None of that appeared to have any effect on Trump, who has moved around between 52% and 56% in recent weeks. But DeSantis has fallen further, at one point dipping below 20% support. He is now at 21.5%.

Finally, there was the big event that does not seem to have affected the race. On June 8, Trump announced that he had been indicted by Justice Department special counsel Jack Smith in the classified documents case. He thus became the first president or former president ever to face federal charges. The indictment accuses Trump of 37 felonies. By all accounts, it is more serious and carefully drawn than the Manhattan indictment.

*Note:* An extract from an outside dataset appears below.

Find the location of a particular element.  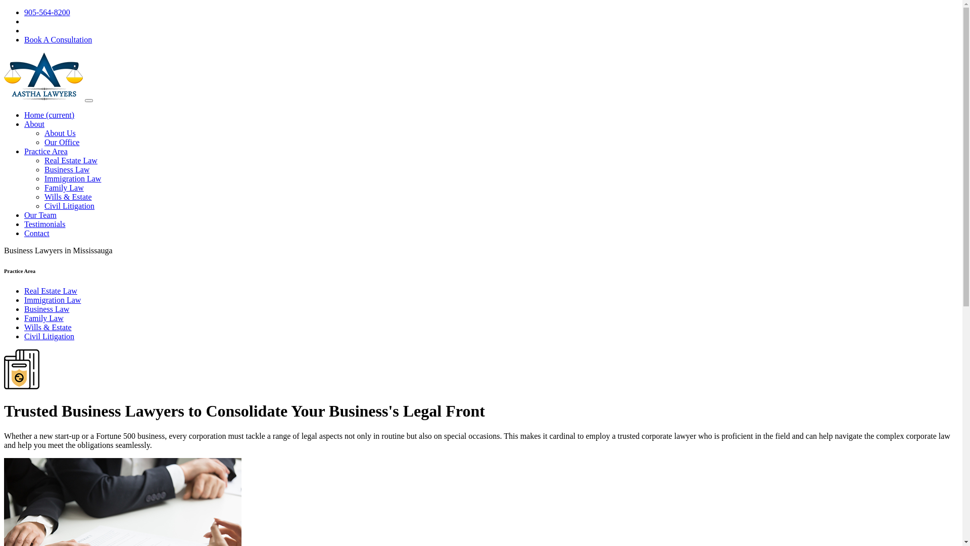

About is located at coordinates (34, 124).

But as far as the polls are concerned, the federal indictment seems to have had little effect on Trump’s standing. Trump dipped about 3 points in the RealClearPolitics average after the indictment but remained above 50% the whole time. There are various theories to explain this, the simplest being that Republican voters already saw Trump as having been unfairly targeted by the Justice Department and saw the Smith indictment as just one more unfair attack on the former president.

So that’s where the race is now. Trump had a 30-point lead before DeSantis’s reelection victory and the other elections last November. He had a 15-point lead after that, which jumped back to 30 points after the Manhattan indictment. It remains there today.

Will anything change that? Can anything change that? Who knows? There’s no doubt that a number of campaigns, rather than having some clear theory of the race, are simply pushing on in hopes that something will happen. Something will happen to make Trump implode, or Trump will begin a long, slow slide, or something. If that happens, the others want to be in a position to take advantage of it.

But right now, Trump has a lead over the Republican field that is somewhere between that of a dominant candidate and an incumbent president. His challengers are learning there is little they can do to change that. They’re just hoping that some external force, some deus ex machina, intervenes to shake up the race.